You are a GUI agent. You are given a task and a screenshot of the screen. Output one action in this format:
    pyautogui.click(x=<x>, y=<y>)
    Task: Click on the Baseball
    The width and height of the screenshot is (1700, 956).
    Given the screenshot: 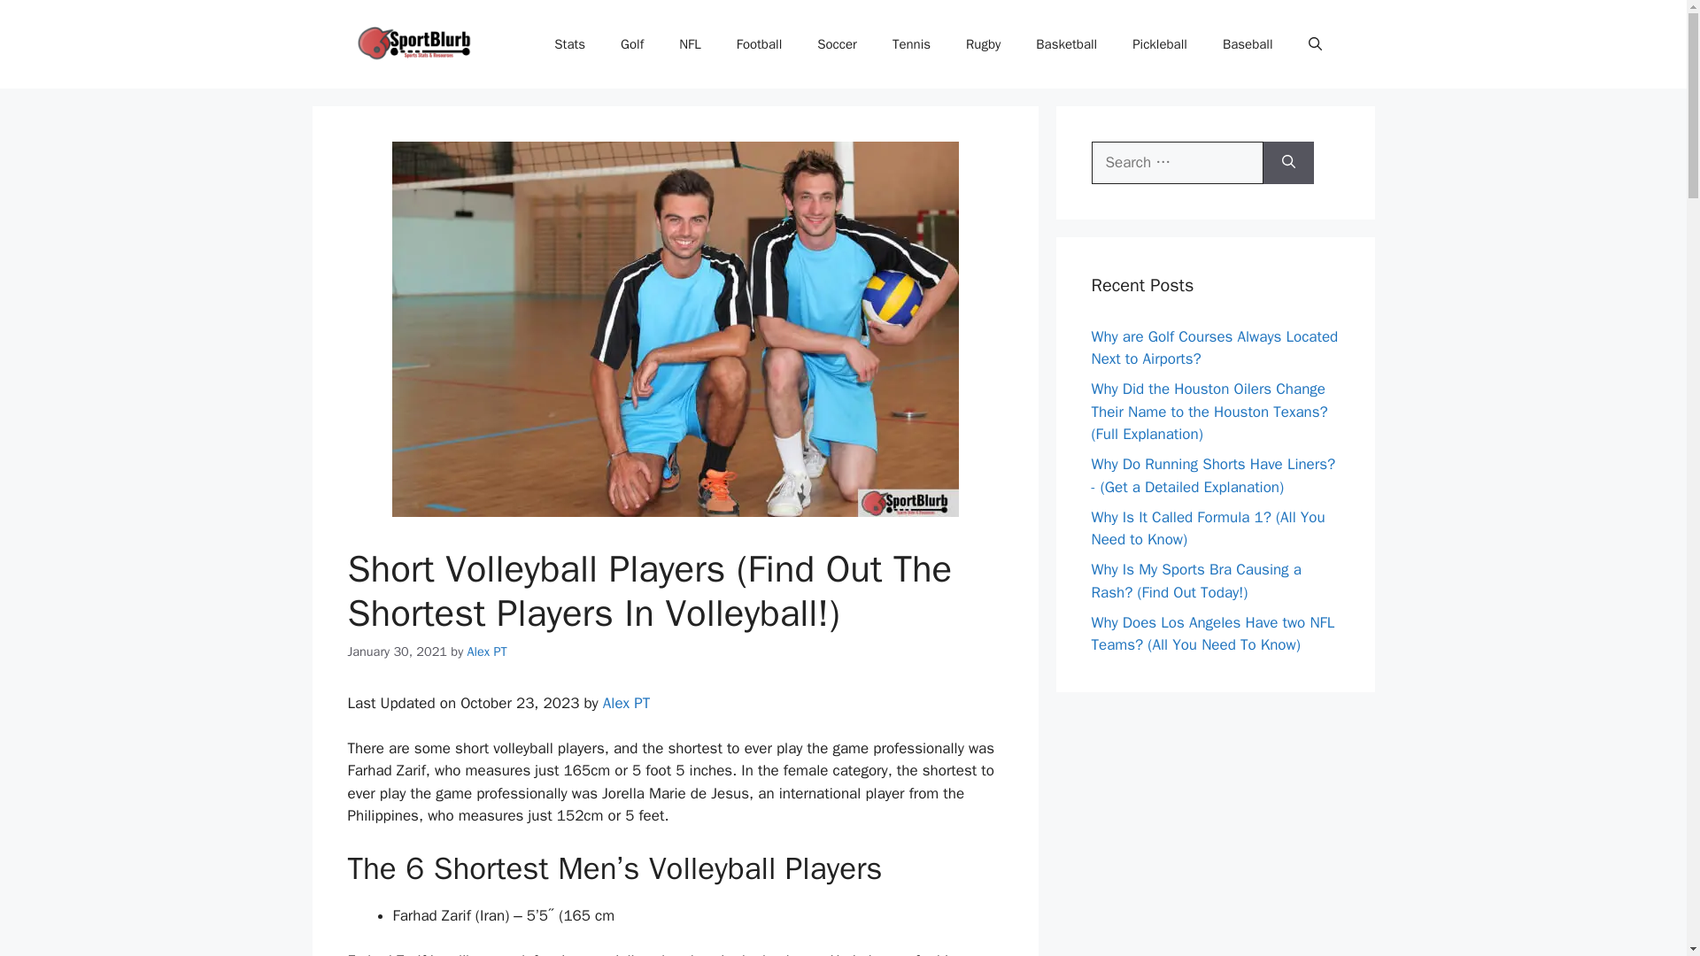 What is the action you would take?
    pyautogui.click(x=1248, y=44)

--*--

• [What you are asked to do]:
Take the lines from the first line of the records through the line holding "The width and", both included, and please reproduce them exactly with nothing added.

• [Solution to this problem]:
You are a GUI agent. You are given a task and a screenshot of the screen. Output one action in this format:
    pyautogui.click(x=<x>, y=<y>)
    Task: Click on the Baseball
    The width and height of the screenshot is (1700, 956).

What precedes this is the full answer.